Thin solar cell turns any surface into a power source

Thin solar cell turns any surface into a power source


Melanie Gonick, MIT

MIT researchers have created a scalable fabrication technique to produce ultrathin, lightweight solar cells that can be stuck onto any surface

 

MIT engineers have developed a method of fabricating thin and light solar cells that can be added to any surface.

 

The cells that result from the new technique are durable and flexible. When glued to a strong, lightweight fabric, the cells provide an energy source which can be rapidly deployed. They are 1% of the weight of conventional solar panels, while generating 18 times more power-per-kilogram. The cells are made from semiconducting inks using printing processes that can be scaled in the future to large-area manufacturing. Being thin and lightweight, the solar cells can be laminated onto many different surfaces with minimal installation needs.

 

“The metrics used to evaluate a new solar cell technology are typically limited to their power conversion efficiency and their cost in dollars-per-watt. Just as important is integrability — the ease with which the new technology can be adapted. The lightweight solar fabrics enable integrability, providing impetus for the current work. We strive to accelerate solar adoption, given the present urgent need to deploy new carbon-free sources of energy,” says Vladimir Bulović, the Fariborz Maseeh Chair in Emerging Technology, leader of the Organic and Nanostructured Electronics Laboratory (ONE Lab), director of MIT.nano, and senior author of a new paper describing the work. Co-lead authors on the paper are Mayuran Saravanapavanantham, an electrical engineering and computer science graduate student at MIT; and Jeremiah Mwaura, a research scientist in the MIT Research Laboratory of Electronics.

 

Six years ago, the ONE Lab team produced solar cells using an emerging class of thin-film materials that were so lightweight they could sit on top of a soap bubble. But these ultrathin solar cells were fabricated using complex, vacuum-based processes, which can be expensive and challenging to scale up. They then set out to develop thin-film solar cells that are printable using ink-based materials and scalable fabrication techniques.

 

The new solar cells are made from nanomaterials in the form of a printable electronic inks.

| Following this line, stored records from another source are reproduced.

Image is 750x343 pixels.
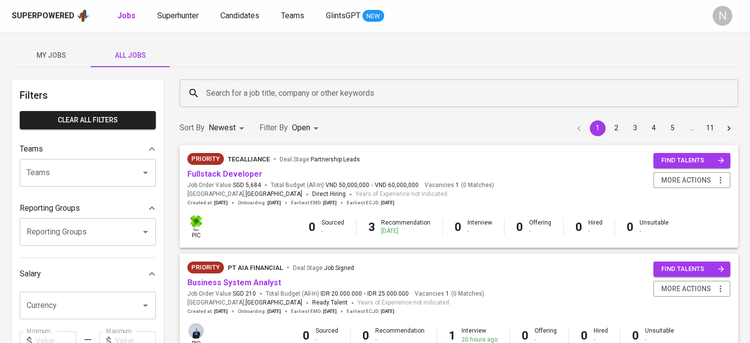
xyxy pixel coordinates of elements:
span: Earliest EMD : [291,308,337,315]
span: Superhunter [157,11,199,20]
p: Sort By [180,122,205,134]
span: [GEOGRAPHIC_DATA] [246,189,302,199]
div: Recommendation [381,218,431,235]
button: more actions [654,172,730,188]
span: Onboarding : [238,308,281,315]
span: find talents [661,263,725,275]
b: 0 [632,328,639,342]
span: more actions [661,174,711,186]
span: Job Signed [324,264,354,271]
div: Hired [588,218,603,235]
button: find talents [654,153,730,168]
a: Superhunter [157,10,201,22]
button: Open [139,225,152,239]
div: Interview [468,218,492,235]
div: Newest [209,119,248,137]
span: Years of Experience not indicated. [356,189,449,199]
span: Earliest ECJD : [347,199,395,206]
span: 1 [454,181,459,189]
span: Total Budget (All-In) [266,290,409,298]
b: 0 [522,328,529,342]
b: 0 [455,220,462,234]
span: Earliest EMD : [291,199,337,206]
span: 1 [444,290,449,298]
b: 0 [309,220,316,234]
div: [DATE] [381,227,431,235]
span: Job Order Value [187,181,261,189]
b: 1 [449,328,456,342]
p: Reporting Groups [20,202,80,214]
b: 0 [516,220,523,234]
span: All Jobs [97,49,164,62]
a: Jobs [117,10,138,22]
h6: Filters [20,87,156,103]
div: New Job received from Demand Team [187,153,224,165]
span: [DATE] [267,308,281,315]
span: VND 50,000,000 [326,181,369,189]
span: [GEOGRAPHIC_DATA] , [187,189,302,199]
span: Total Budget (All-In) [271,181,419,189]
span: Priority [187,154,224,164]
span: [GEOGRAPHIC_DATA] , [187,298,302,308]
img: annisa@glints.com [188,323,204,338]
button: Go to page 2 [609,120,624,136]
p: Filter By [259,122,288,134]
span: - [371,181,373,189]
button: Go to page 4 [646,120,662,136]
span: Vacancies ( 0 Matches ) [425,181,494,189]
button: find talents [654,261,730,277]
span: Years of Experience not indicated. [358,298,451,308]
span: Direct Hiring [312,190,346,197]
span: Job Order Value [187,290,256,298]
span: [DATE] [381,308,395,315]
span: TecAlliance [228,155,270,163]
span: Open [292,123,310,132]
b: 0 [303,328,310,342]
span: IDR 20.000.000 [321,290,362,298]
div: - [468,227,492,235]
b: Jobs [117,11,136,20]
span: [GEOGRAPHIC_DATA] [246,298,302,308]
span: Deal Stage : [280,156,360,163]
span: - [364,290,365,298]
div: Salary [20,264,156,284]
img: f9493b8c-82b8-4f41-8722-f5d69bb1b761.jpg [188,215,204,230]
button: page 1 [590,120,606,136]
a: Teams [281,10,306,22]
div: - [529,227,551,235]
span: [DATE] [267,199,281,206]
span: PT AIA FINANCIAL [228,264,283,271]
a: GlintsGPT NEW [326,10,384,22]
span: SGD 210 [233,290,256,298]
button: more actions [654,281,730,297]
button: Go to page 11 [702,120,718,136]
b: 3 [368,220,375,234]
span: Teams [281,11,304,20]
div: Open [292,119,322,137]
span: [DATE] [323,308,337,315]
div: Superpowered [12,10,74,22]
span: Ready Talent [312,299,348,306]
span: [DATE] [214,308,228,315]
a: Candidates [220,10,261,22]
span: My Jobs [18,49,85,62]
span: Priority [187,262,224,272]
div: Sourced [322,218,344,235]
p: Teams [20,143,43,155]
div: - [322,227,344,235]
span: find talents [661,155,725,166]
div: Offering [529,218,551,235]
nav: pagination navigation [570,120,738,136]
span: Earliest ECJD : [347,308,395,315]
a: Fullstack Developer [187,169,262,179]
button: Go to page 3 [627,120,643,136]
span: [DATE] [214,199,228,206]
span: [DATE] [381,199,395,206]
span: [DATE] [323,199,337,206]
span: Created at : [187,199,228,206]
p: Newest [209,122,236,134]
span: Onboarding : [238,199,281,206]
a: Superpoweredapp logo [12,8,90,23]
span: Deal Stage : [293,264,354,271]
div: Reporting Groups [20,198,156,218]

In the MIT.nano clean room, the researchers coated the solar cell structure using a slot-die coater, which deposits layers of the electronic materials onto a substrate that is only 3 microns thick. Using screen printing, an electrode is deposited on the structure to complete the solar module. The researchers can then peel the printed module, which is about 15 microns in thickness, off the plastic substrate, forming an ultralight solar device. That solar device is fragile, and can easily tear. To solve this challenge, the MIT team searched for a lightweight, flexible, and high-strength substrate for the solar cells. Fabrics were the optimal solution, as they provide mechanical resilience and flexibility with little added weight. The ideal material they found was a composite fabric that weighs only 13 grams per square meter, commercially known as Dyneema. By adding a few microns thick layer of UV-curable glue, the solar modules are adhered to the fabric.

 

Testing the device, the MIT researchers found it could generate 730 watts of power per kilogram when freestanding and about 370 watts-per-kilogram if deployed on the Dyneema fabric, which is about 18 times more power-per-kilogram than conventional solar cells. They also tested the durability of their devices and found that, even after rolling and unrolling a fabric solar panel more than 500 times, the cells still retained more than 90 percent of their initial power generation capabilities. The solar cells would still need to be encased in another material to protect them from the environment as the carbon-based organic material used to make the cells could be modified by interacting with moisture and oxygen in the air, deteriorating their performance.

 

This research is funded, in part, by Eni S.p.A. through the MIT Energy Initiative, the U.S. National Science Foundation, and the Natural Sciences and Engineering Research Council of Canada. The research was published in Small Methods.